From all the jails

John K. Taber jktaber at tacni.net
Sat Feb 1 12:20:24 PST 2003


joanna bujes <joanna.bujes at sun.com>


> ...and anyone else who can parse poetry...I'm having trouble:
> Do "jails"
> refer to schools or the womb? I'm having trouble with lines
> 3&4; Is "foe"
> in the last line a reference to "mob of solid bliss"?
>
> Thanks/Joanna
>
> FROM all the jails the boys and girls
> Ecstatically leap,
> Beloved, only afternoon
> That prison doesn't keep.
>
> They storm the earth and stun the air,
> 5
> A mob of solid bliss.
> Alas! that frowns could lie in wait
> For such a foe as this!
>
> Emily Dickenson

Let me give the Johnson version first, poem # 1532 exactly as written:


>From all the Jails the Boys and Girls
Ecstatically leap -- Beloved only Afternoon That Prison doesn't keep

They storm the Earth and stun the Air, A Mob of solid Bliss -- Alas - that Frowns should lie in wait For such a Foe as this --

Emily Dickinson's punctuation was peculiar, so I think it's important to get it as written, rather than as her family edited her poems.

As I read the poem, the children are escaping from a figurative prison, not a literal one, nor yet the womb. Probably, they are released from school in the afternoon. In her more famous poem Because I Could Not Stop For Death, she expresses the same idea:

We passed the School, where Children strove

At Recess - in the Ring --

"Strove" seems an odd word to use, but it's just right to name the intensity with which children play.

There is a certain intensity to children freely at play that I think attracted Emily Dickinson just as it did William Blake.

Consider Blake's Nurse's Song in Songs of Innocence

When the voices of children are heard on the green

And laughing is heard on the hill,

My heart is at rest within my breast

And every thing else is still

Then come home my children, the sun is gone down

And the dews of night arise

Come, come leave off play, and let us away

Till the morning appears in the skies

No no let us play, for it is yet day

And we cannot go to sleep

Besides in the sky, the little birds fly

And the hills are all coverd with sheep

Well well go & play till the light fades away

And then go home to bed

The little ones leaped & shouted & laughed

And all the hills ecchoed.

When I was a kid there were always a few old grouches to bitch about our play noise. But to this day I still love hearing the sound of kids at play.

I'm pretty sure that is what this poem is about.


* Work task *
Below are some entries. Count how many of their lines include "southafrica", then give that number only.

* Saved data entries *
▼

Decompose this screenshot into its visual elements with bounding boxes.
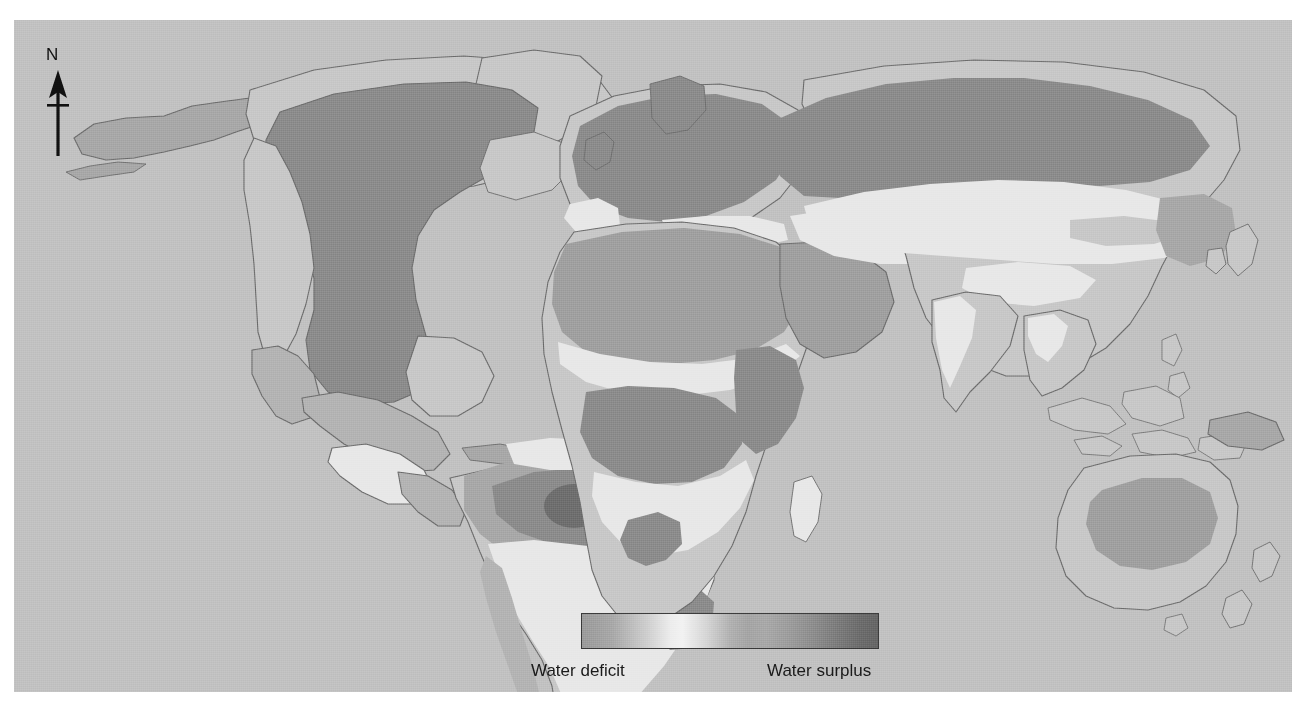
north-arrow: N — [38, 48, 84, 158]
legend-gradient-swatch — [581, 613, 879, 649]
legend-label-row: Water deficit Water surplus — [531, 661, 951, 685]
map-legend: Water deficit Water surplus — [581, 613, 881, 685]
legend-label-water-deficit: Water deficit — [531, 661, 625, 681]
world-map-svg — [14, 20, 1292, 692]
world-map-plate: N Water deficit Water surplus — [14, 20, 1292, 692]
legend-label-water-surplus: Water surplus — [767, 661, 871, 681]
north-arrow-icon — [38, 66, 84, 158]
north-arrow-label: N — [46, 46, 58, 63]
figure-root: N Water deficit Water surplus — [0, 0, 1311, 715]
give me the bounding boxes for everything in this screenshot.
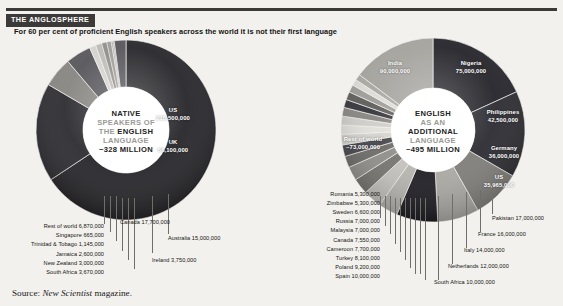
callout-new-zealand: New Zealand 3,000,000: [44, 259, 104, 267]
leader-line-malaysia: [400, 198, 401, 252]
native-speakers-donut-chart: NATIVESPEAKERS OFTHE ENGLISHLANGUAGE~328…: [28, 38, 258, 223]
callout-italy: Italy 14,000,000: [464, 246, 505, 254]
leader-line-cameroon: [410, 198, 411, 268]
callout-trinidad-tobago: Trinidad & Tobago 1,145,000: [31, 240, 104, 248]
callout-canada: Canada 7,550,000: [333, 236, 380, 244]
leader-line-singapore: [110, 196, 111, 232]
leader-line-pakistan: [492, 186, 493, 214]
donut-hub-right: [391, 88, 475, 172]
callout-south-africa: South Africa 10,000,000: [434, 278, 495, 286]
callout-zimbabwe: Zimbabwe 5,300,000: [327, 199, 380, 207]
infographic-page: THE ANGLOSPHERE For 60 per cent of profi…: [0, 0, 563, 306]
callout-singapore: Singapore 665,000: [56, 231, 104, 239]
callout-poland: Poland 9,200,000: [335, 263, 380, 271]
callout-sweden: Sweden 6,600,000: [333, 208, 380, 216]
callout-pakistan: Pakistan 17,000,000: [492, 214, 544, 222]
leader-line-turkey: [415, 198, 416, 274]
leader-line-france: [480, 190, 481, 232]
native-speakers-svg: [28, 38, 258, 223]
leader-line-australia: [168, 194, 169, 234]
leader-line-southafrica: [134, 198, 135, 269]
callout-jamaica: Jamaica 2,600,000: [56, 250, 104, 258]
source-credit: Source: New Scientist magazine.: [12, 288, 132, 298]
callout-rest-of-world: Rest of world 6,870,000: [44, 222, 104, 230]
callouts-left-native: Rest of world 6,870,000Singapore 665,000…: [2, 222, 104, 282]
callout-cameroon: Cameroon 7,700,000: [327, 245, 380, 253]
callout-south-africa: South Africa 3,670,000: [46, 268, 104, 276]
leader-line-spain: [425, 198, 426, 280]
leader-line-netherlands: [452, 194, 453, 264]
callout-spain: Spain 10,000,000: [335, 272, 380, 280]
leader-line-sweden: [390, 196, 391, 234]
leader-line-southafrica-r: [438, 196, 439, 280]
leader-line-romania: [380, 196, 381, 218]
leader-line-trinidad: [116, 196, 117, 241]
top-divider: [6, 8, 557, 11]
callout-canada: Canada 17,700,000: [120, 218, 170, 226]
subtitle-text: For 60 per cent of proficient English sp…: [14, 27, 337, 36]
leader-line-newzealand: [128, 198, 129, 260]
leader-line-russia: [395, 198, 396, 244]
leader-line-italy: [466, 192, 467, 248]
section-header-bar: THE ANGLOSPHERE: [6, 14, 95, 27]
callout-france: France 16,000,000: [478, 230, 526, 238]
donut-hub-left: [83, 87, 169, 173]
callout-turkey: Turkey 8,100,000: [336, 254, 380, 262]
callout-russia: Russia 7,000,000: [336, 217, 380, 225]
callout-netherlands: Netherlands 12,000,000: [448, 262, 509, 270]
callout-romania: Romania 5,300,000: [330, 190, 380, 198]
source-prefix: Source:: [12, 288, 40, 298]
leader-line-poland: [420, 198, 421, 274]
section-eyebrow-label: THE ANGLOSPHERE: [11, 16, 89, 24]
leader-line-restofworld: [104, 196, 105, 224]
callout-australia: Australia 15,000,000: [168, 234, 220, 242]
callout-malaysia: Malaysia 7,000,000: [331, 226, 380, 234]
leader-line-zimbabwe: [385, 196, 386, 226]
leader-line-canada: [405, 198, 406, 260]
source-publication: New Scientist: [42, 288, 92, 298]
source-suffix: magazine.: [94, 288, 132, 298]
callout-ireland: Ireland 3,750,000: [152, 256, 196, 264]
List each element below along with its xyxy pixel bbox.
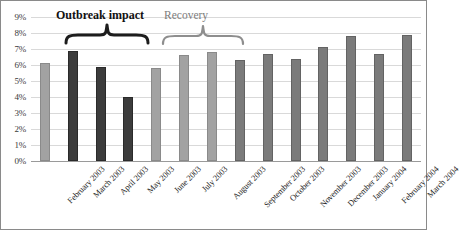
bar-september-2003[interactable] — [235, 60, 245, 161]
bar-march-2004[interactable] — [402, 35, 412, 161]
y-tick-label-5: 5% — [14, 76, 26, 86]
y-tick-label-6: 6% — [14, 60, 26, 70]
annotation-recovery-brace — [161, 24, 245, 46]
bar-slot — [365, 17, 393, 161]
annotation-recovery-label: Recovery — [164, 9, 208, 21]
y-tick-label-2: 2% — [14, 124, 26, 134]
x-tick-label-july-2003: July 2003 — [200, 164, 230, 194]
y-tick-label-8: 8% — [14, 28, 26, 38]
bar-slot — [393, 17, 421, 161]
bar-may-2003[interactable] — [123, 97, 133, 161]
y-tick-label-9: 9% — [14, 12, 26, 22]
bar-november-2003[interactable] — [291, 59, 301, 161]
y-tick-label-4: 4% — [14, 92, 26, 102]
x-tick-label-august-2003: August 2003 — [231, 164, 268, 201]
bar-slot — [337, 17, 365, 161]
annotation-outbreak-impact-brace — [64, 23, 150, 45]
y-tick-label-0: 0% — [14, 156, 26, 166]
x-tick-label-june-2003: June 2003 — [172, 164, 203, 195]
y-tick-label-1: 1% — [14, 140, 26, 150]
bar-december-2003[interactable] — [318, 47, 328, 161]
bar-april-2003[interactable] — [96, 67, 106, 161]
bar-july-2003[interactable] — [179, 55, 189, 161]
y-tick-label-3: 3% — [14, 108, 26, 118]
bar-june-2003[interactable] — [151, 68, 161, 161]
bar-february-2003[interactable] — [40, 63, 50, 161]
bar-february-2004[interactable] — [374, 54, 384, 161]
annotation-outbreak-impact-label: Outbreak impact — [56, 8, 144, 23]
bar-slot — [282, 17, 310, 161]
y-axis: 9%8%7%6%5%4%3%2%1%0% — [1, 17, 29, 161]
bar-january-2004[interactable] — [346, 36, 356, 161]
bar-slot — [31, 17, 59, 161]
x-axis: February 2003March 2003April 2003May 200… — [31, 162, 421, 230]
bar-october-2003[interactable] — [263, 54, 273, 161]
bar-august-2003[interactable] — [207, 52, 217, 161]
bar-slot — [254, 17, 282, 161]
bar-march-2003[interactable] — [68, 51, 78, 161]
x-tick-label-may-2003: May 2003 — [144, 164, 175, 195]
y-tick-label-7: 7% — [14, 44, 26, 54]
bar-slot — [310, 17, 338, 161]
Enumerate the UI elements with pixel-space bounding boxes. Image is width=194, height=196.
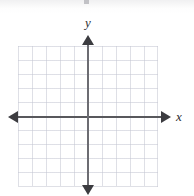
y-axis-down-arrowhead-icon — [82, 185, 94, 195]
y-axis-line — [87, 40, 89, 191]
scan-artifact-smudge — [0, 0, 194, 14]
x-axis-right-arrowhead-icon — [161, 111, 171, 123]
y-axis-up-arrowhead-icon — [82, 35, 94, 45]
x-axis-label: x — [176, 110, 182, 123]
scan-artifact-mark — [84, 0, 89, 4]
x-axis-line — [14, 116, 167, 118]
x-axis-left-arrowhead-icon — [8, 111, 18, 123]
y-axis-label: y — [85, 16, 91, 29]
coordinate-plane-figure: y x — [0, 0, 194, 196]
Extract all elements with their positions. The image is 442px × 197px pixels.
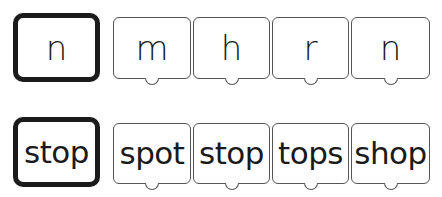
option-label: tops	[278, 138, 343, 169]
tile-tab	[304, 78, 318, 85]
option-tile-1[interactable]: spot	[113, 123, 191, 184]
option-tile-2[interactable]: stop	[193, 123, 270, 184]
tile-tab	[145, 78, 159, 85]
tile-tab	[304, 183, 318, 190]
tile-tab	[145, 183, 159, 190]
option-tile-3[interactable]: tops	[272, 123, 349, 184]
tile-tab	[225, 78, 239, 85]
option-label: spot	[120, 138, 185, 169]
tile-tab	[384, 78, 398, 85]
option-label: n	[380, 31, 402, 65]
target-word: stop	[24, 137, 89, 168]
tile-tab	[225, 183, 239, 190]
option-tile-2[interactable]: h	[193, 17, 270, 79]
tile-tab	[384, 183, 398, 190]
target-letter: n	[46, 31, 68, 65]
target-letter-card: n	[13, 13, 100, 82]
option-tile-4[interactable]: n	[351, 17, 430, 79]
option-label: stop	[199, 138, 264, 169]
target-word-card: stop	[13, 117, 100, 187]
option-label: r	[304, 31, 318, 65]
word-match-row: stop spot stop tops shop	[0, 100, 442, 197]
option-tile-3[interactable]: r	[272, 17, 349, 79]
option-label: shop	[354, 138, 426, 169]
option-tile-4[interactable]: shop	[351, 123, 430, 184]
option-label: h	[221, 31, 243, 65]
option-tile-1[interactable]: m	[113, 17, 191, 79]
option-label: m	[135, 31, 168, 65]
letter-match-row: n m h r n	[0, 0, 442, 100]
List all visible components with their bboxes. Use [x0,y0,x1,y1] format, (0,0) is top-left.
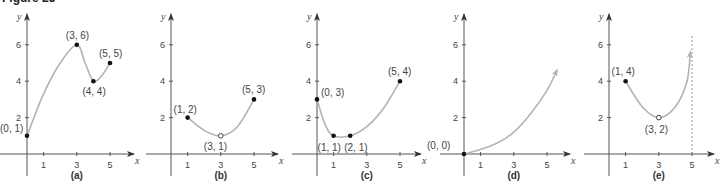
y-tick-label: 6 [453,40,458,50]
closed-point [185,115,190,120]
y-tick-label: 2 [160,113,165,123]
point-label: (5, 3) [242,84,265,95]
x-tick-label: 5 [689,160,694,170]
closed-point [331,134,336,139]
y-tick-label: 4 [160,76,165,86]
x-tick-label: 1 [331,160,336,170]
panel-c: xy135246(0, 3)(1, 1)(2, 1)(5, 4)(c) [292,11,427,181]
y-tick-label: 6 [306,40,311,50]
figure-panels: xy135246(0, 1)(3, 6)(4, 4)(5, 5)(a)xy135… [0,0,720,183]
x-axis-label: x [570,155,576,166]
x-tick-label: 5 [397,160,402,170]
point-label: (4, 4) [82,86,105,97]
x-tick-label: 1 [41,160,46,170]
panel-label: (c) [361,170,373,181]
y-tick-label: 4 [16,76,21,86]
y-axis-label: y [598,11,604,22]
closed-point [398,79,403,84]
y-tick-label: 2 [598,113,603,123]
closed-point [91,79,96,84]
panel-a: xy135246(0, 1)(3, 6)(4, 4)(5, 5)(a) [0,11,140,181]
open-point [657,115,662,120]
closed-point [623,79,628,84]
point-label: (5, 5) [99,48,122,59]
panel-label: (a) [71,170,83,181]
panel-label: (b) [214,170,227,181]
x-tick-label: 3 [218,160,223,170]
graph-curve [188,99,254,135]
closed-point [252,97,257,102]
x-tick-label: 5 [544,160,549,170]
y-tick-label: 2 [16,113,21,123]
y-tick-label: 6 [598,40,603,50]
closed-point [25,134,30,139]
y-axis-label: y [453,11,459,22]
graph-curve [626,52,691,118]
x-axis-label: x [421,155,427,166]
closed-point [348,134,353,139]
x-tick-label: 3 [364,160,369,170]
point-label: (5, 4) [388,66,411,77]
open-point [219,134,224,139]
panel-label: (e) [653,170,665,181]
point-label: (0, 1) [0,123,23,134]
y-tick-label: 4 [598,76,603,86]
y-axis-label: y [306,11,312,22]
panel-b: xy135246(1, 2)(3, 1)(5, 3)(b) [146,11,284,181]
x-tick-label: 5 [251,160,256,170]
y-tick-label: 4 [306,76,311,86]
x-tick-label: 3 [656,160,661,170]
closed-point [108,61,113,66]
point-label: (0, 3) [321,87,344,98]
point-label: (3, 1) [204,141,227,152]
y-tick-label: 6 [160,40,165,50]
point-label: (1, 4) [612,66,635,77]
point-label: (1, 1) [318,142,341,153]
panel-e: xy135246(1, 4)(3, 2)(e) [584,11,720,181]
x-axis-label: x [134,155,140,166]
y-tick-label: 2 [306,113,311,123]
y-tick-label: 4 [453,76,458,86]
point-label: (1, 2) [174,104,197,115]
graph-curve [464,70,557,154]
point-label: (2, 1) [344,142,367,153]
y-axis-label: y [16,11,22,22]
x-tick-label: 1 [478,160,483,170]
point-label: (3, 6) [66,30,89,41]
x-axis-label: x [278,155,284,166]
y-tick-label: 6 [16,40,21,50]
closed-point [75,43,80,48]
x-tick-label: 1 [623,160,628,170]
x-tick-label: 3 [511,160,516,170]
closed-point [462,152,467,157]
closed-point [315,97,320,102]
panel-label: (d) [507,170,520,181]
panel-d: xy135246(0, 0)(d) [427,11,576,181]
y-tick-label: 2 [453,113,458,123]
x-tick-label: 3 [74,160,79,170]
x-tick-label: 1 [185,160,190,170]
x-axis-label: x [714,155,720,166]
y-axis-label: y [160,11,166,22]
x-tick-label: 5 [107,160,112,170]
point-label: (0, 0) [427,140,450,151]
point-label: (3, 2) [645,124,668,135]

▲

* Expected answer *
2